Stored data entries:
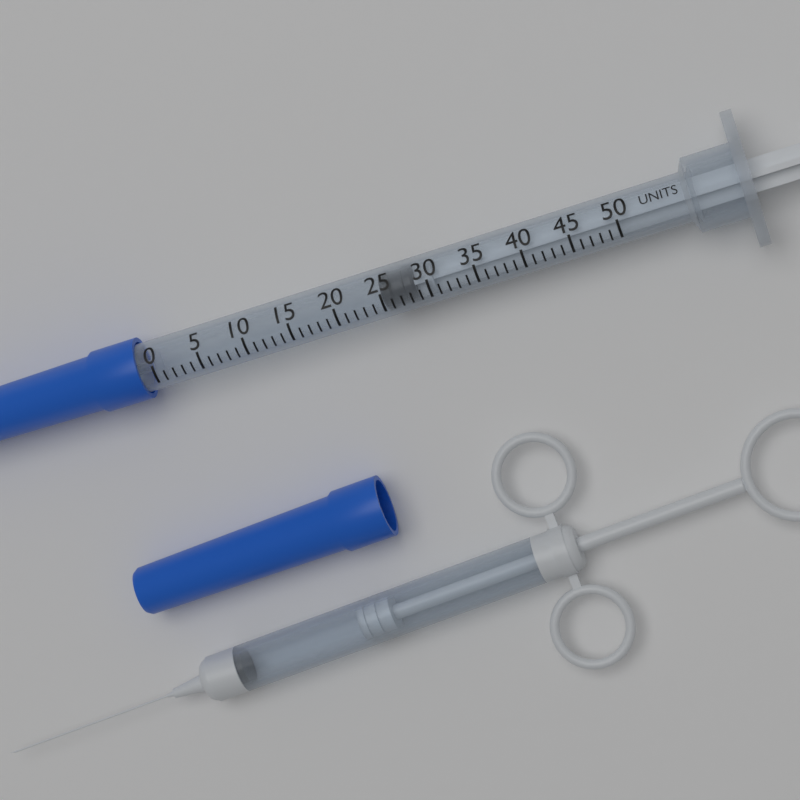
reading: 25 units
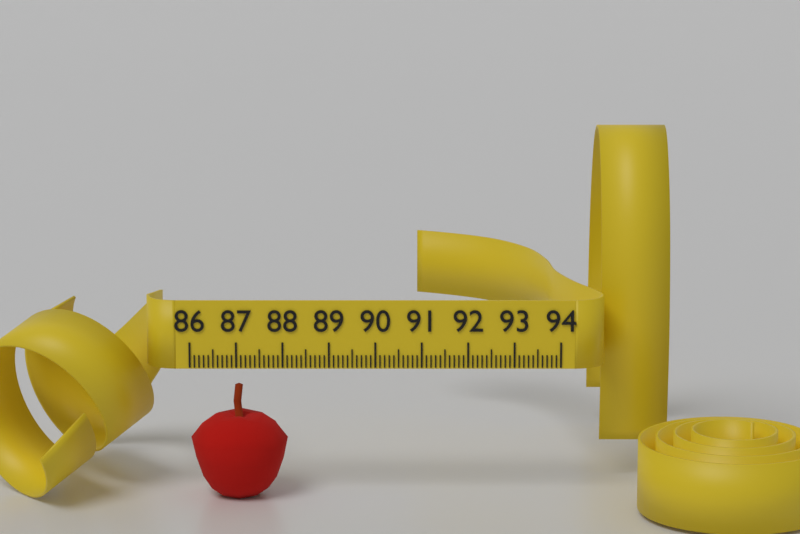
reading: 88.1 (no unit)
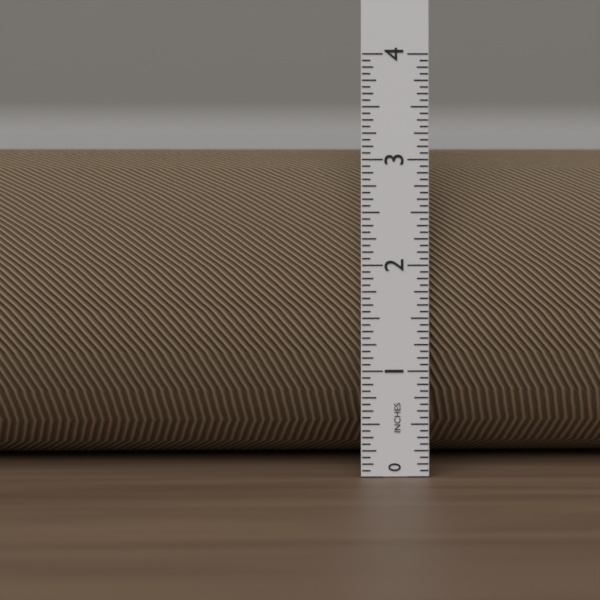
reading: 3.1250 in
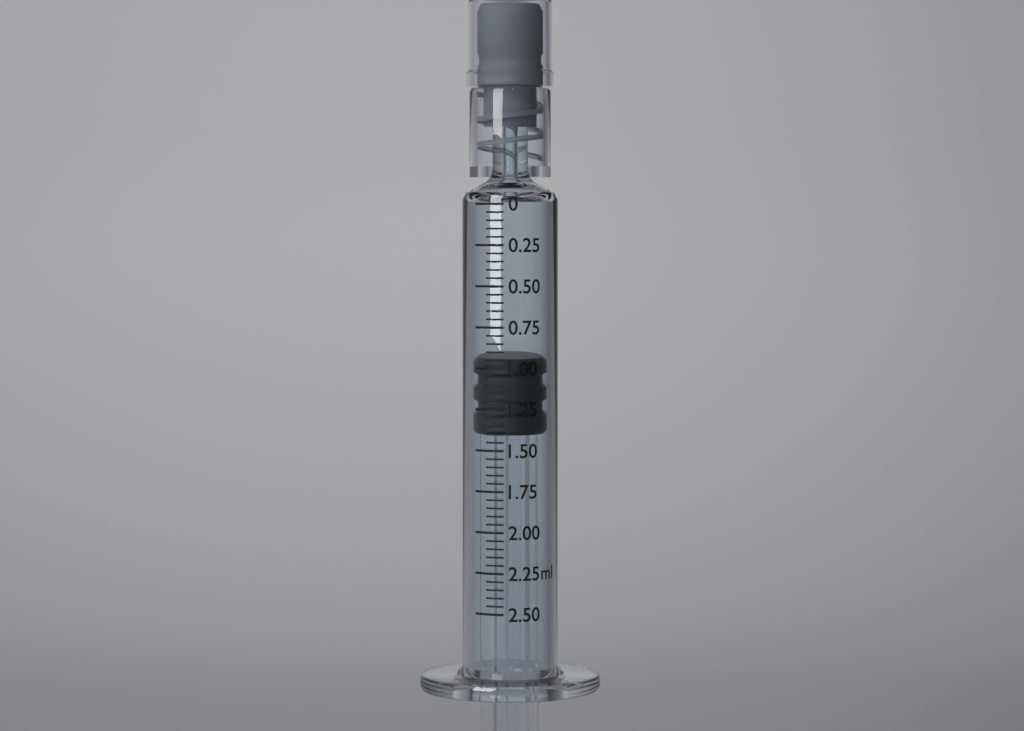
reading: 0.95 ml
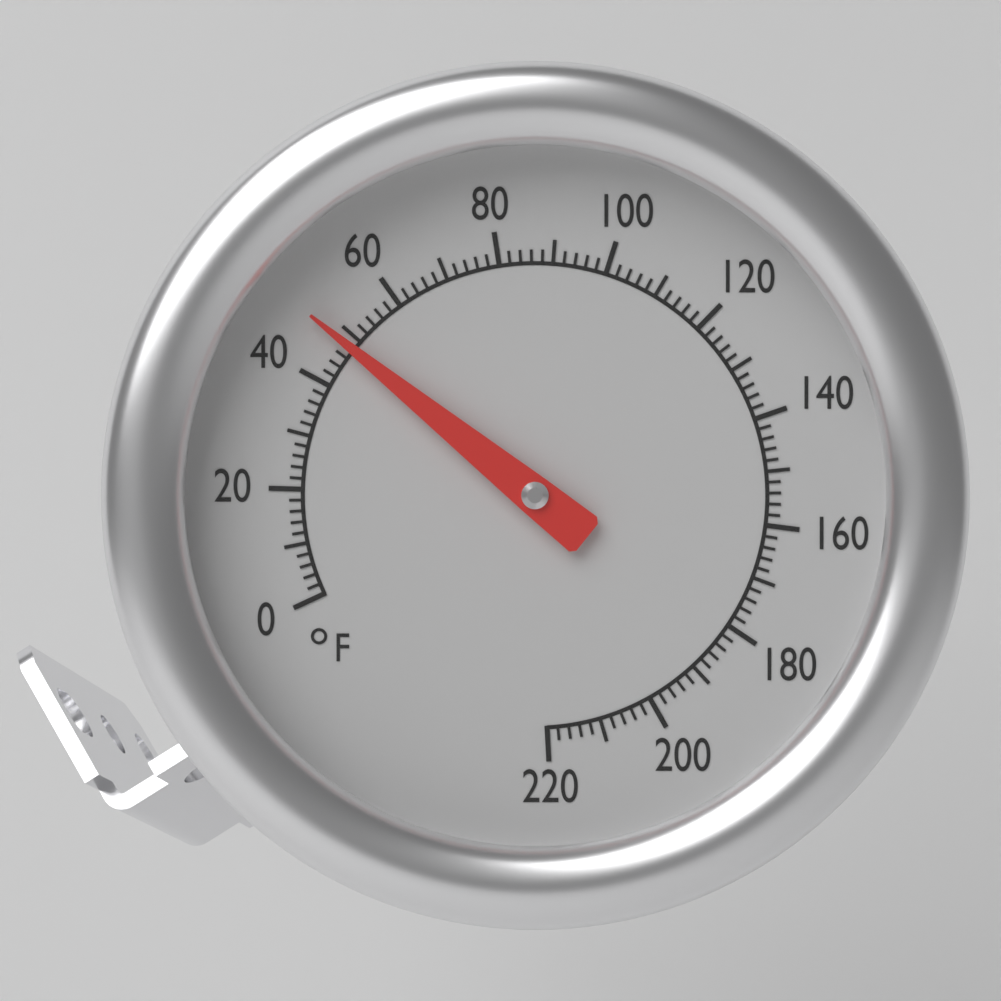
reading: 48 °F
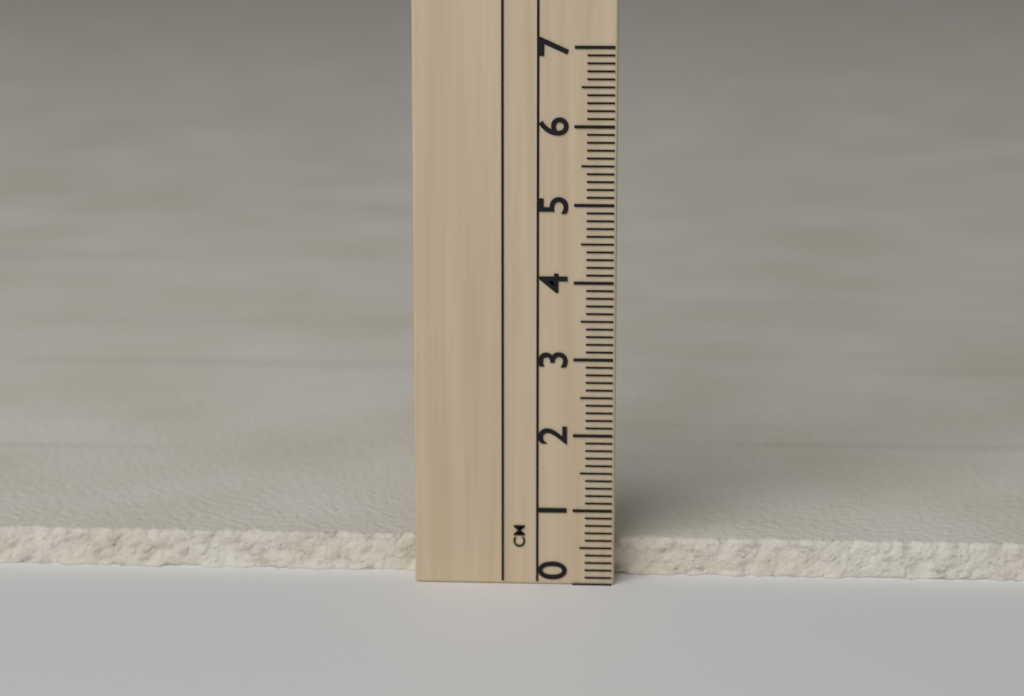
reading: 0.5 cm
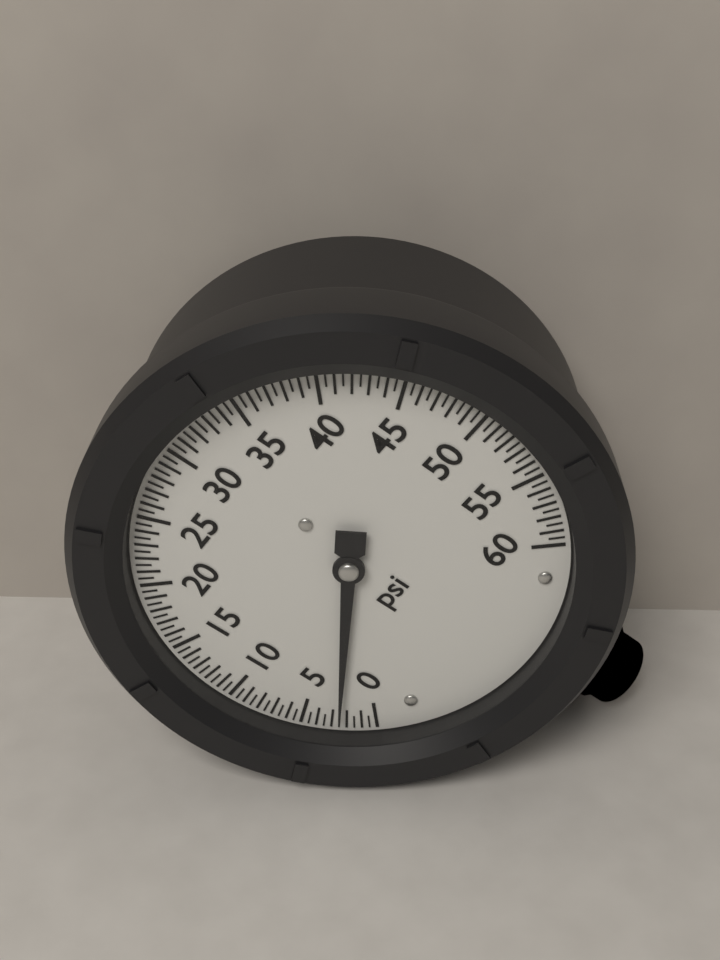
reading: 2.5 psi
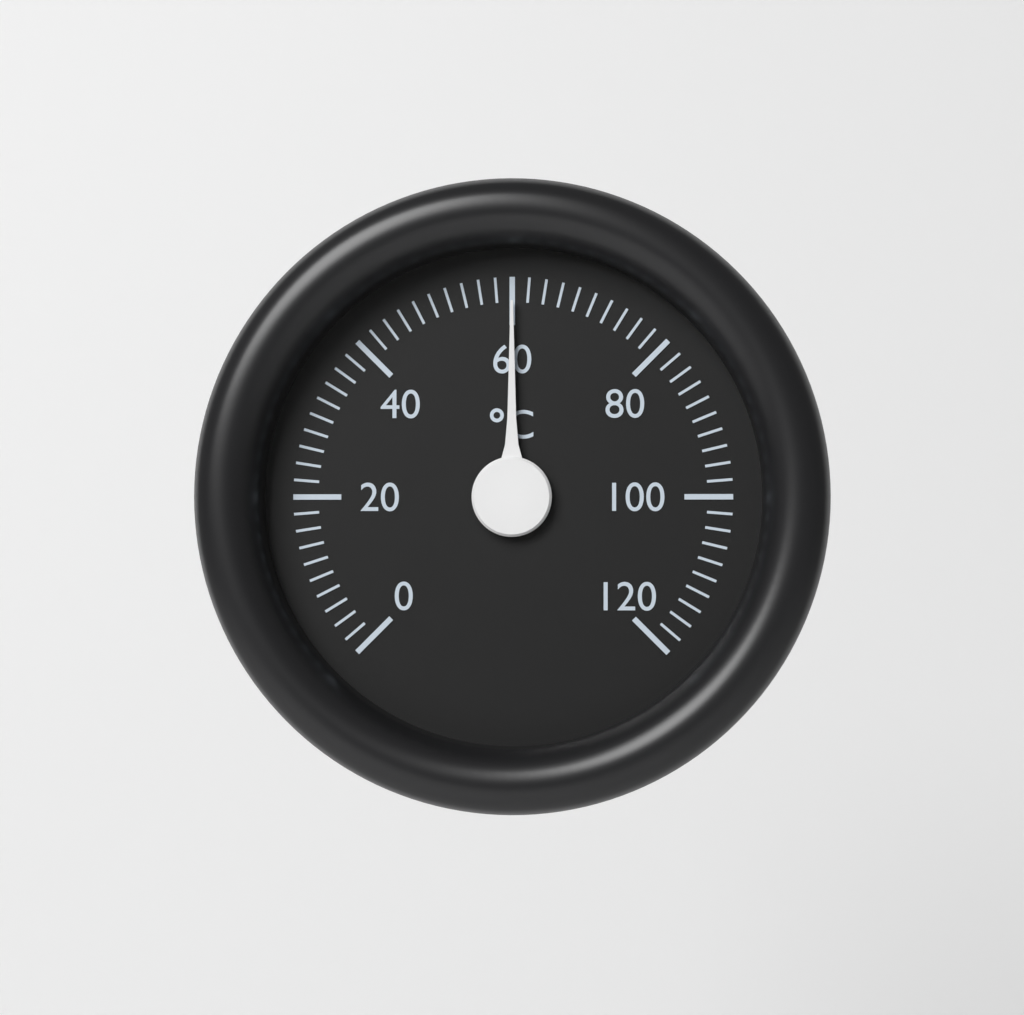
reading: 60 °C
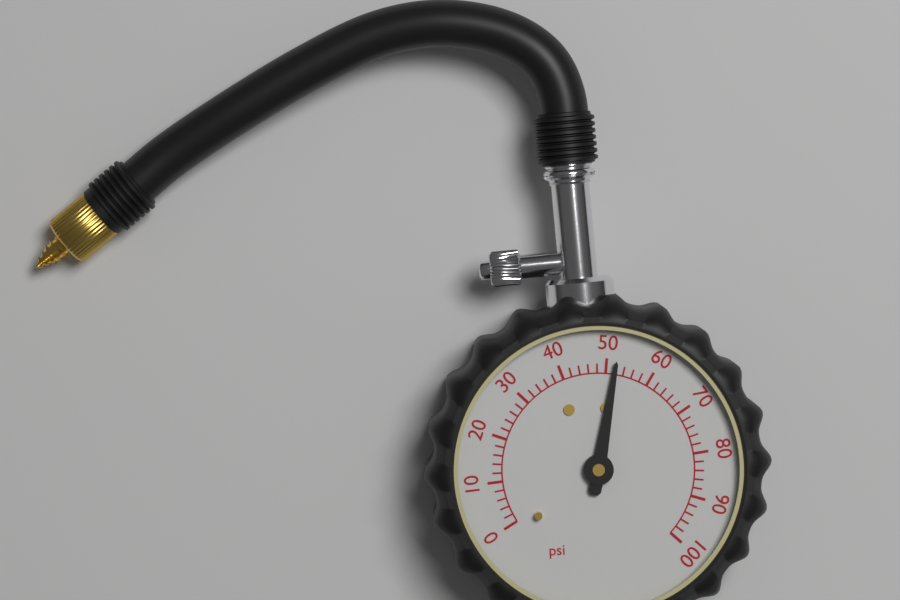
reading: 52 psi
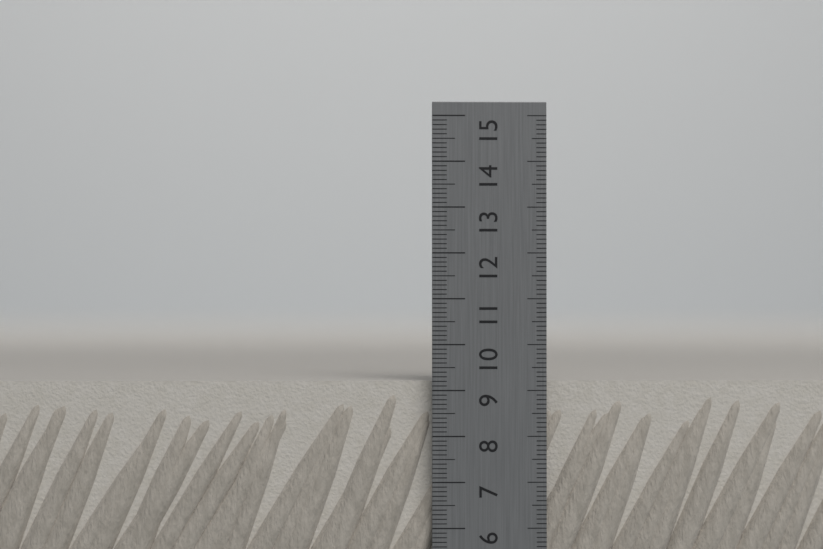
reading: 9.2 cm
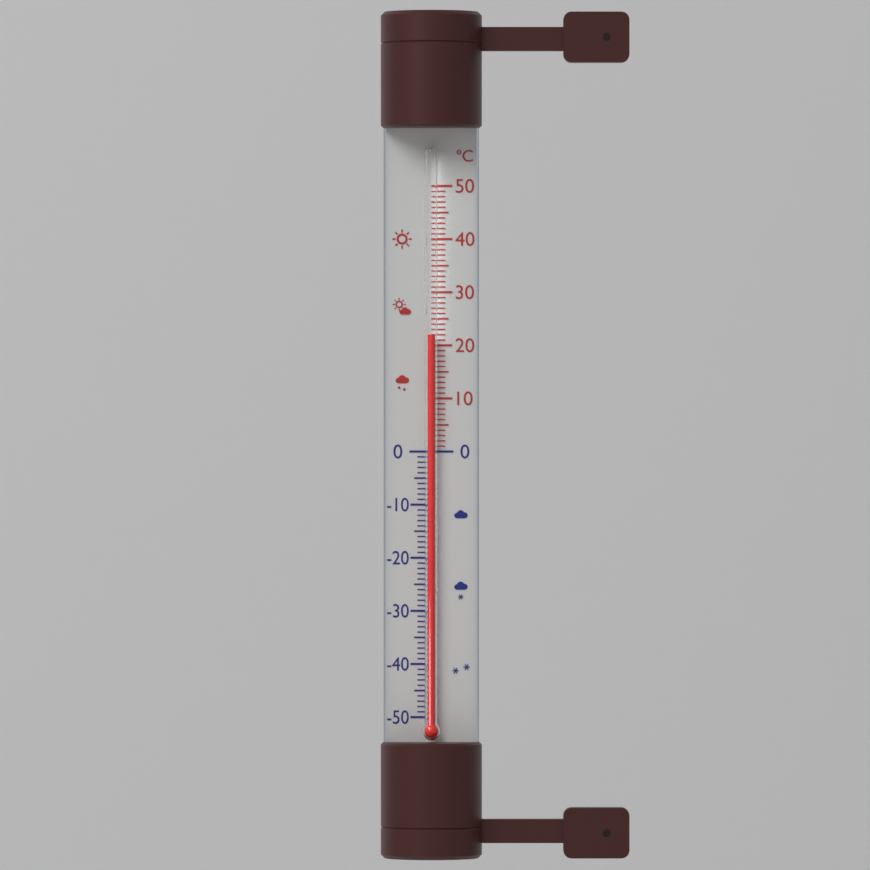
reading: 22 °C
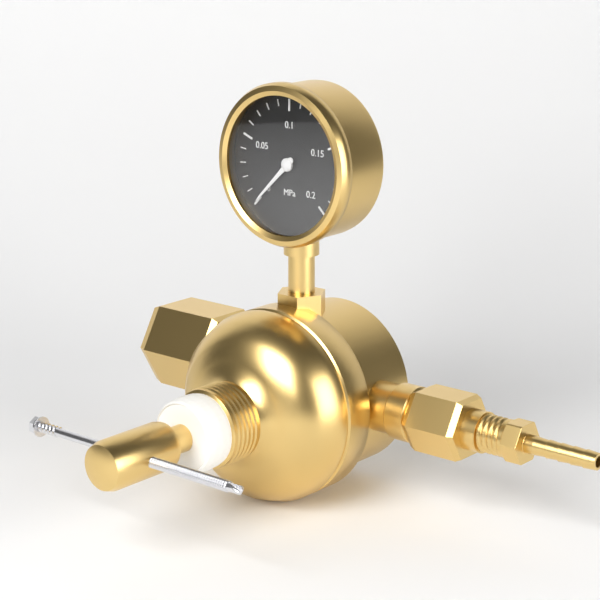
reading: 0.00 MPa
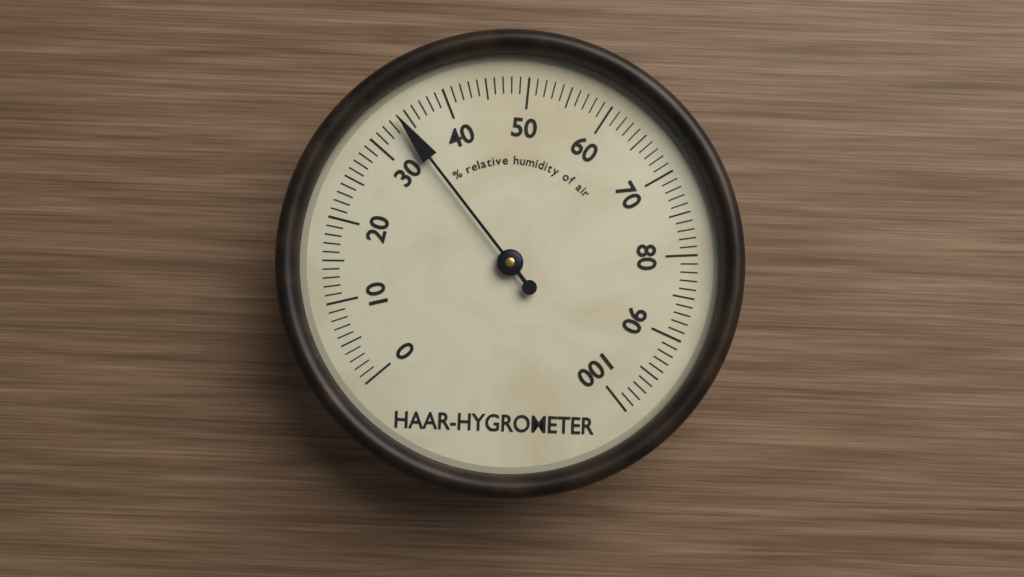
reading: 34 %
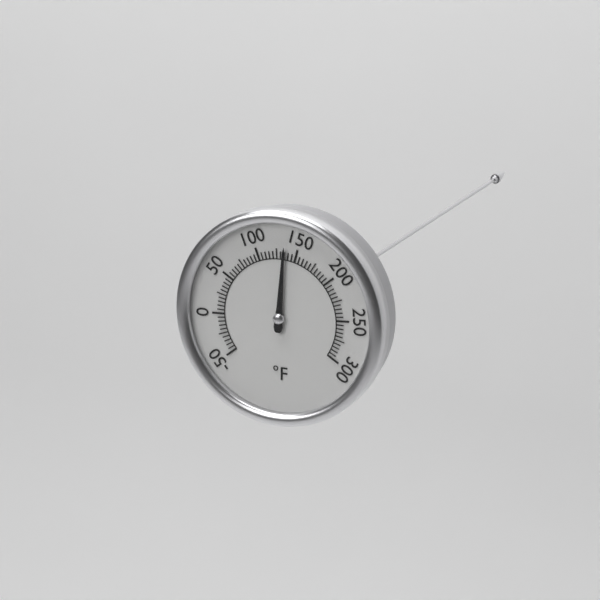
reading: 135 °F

Instructions to follow →
Produce an exact copy of the lines from the line with "reading: 0.5 cm" through the last line of the data above, both ends included. No pictures belong in it.

Result of this task →
reading: 0.5 cm
reading: 2.5 psi
reading: 60 °C
reading: 52 psi
reading: 9.2 cm
reading: 22 °C
reading: 0.00 MPa
reading: 34 %
reading: 135 °F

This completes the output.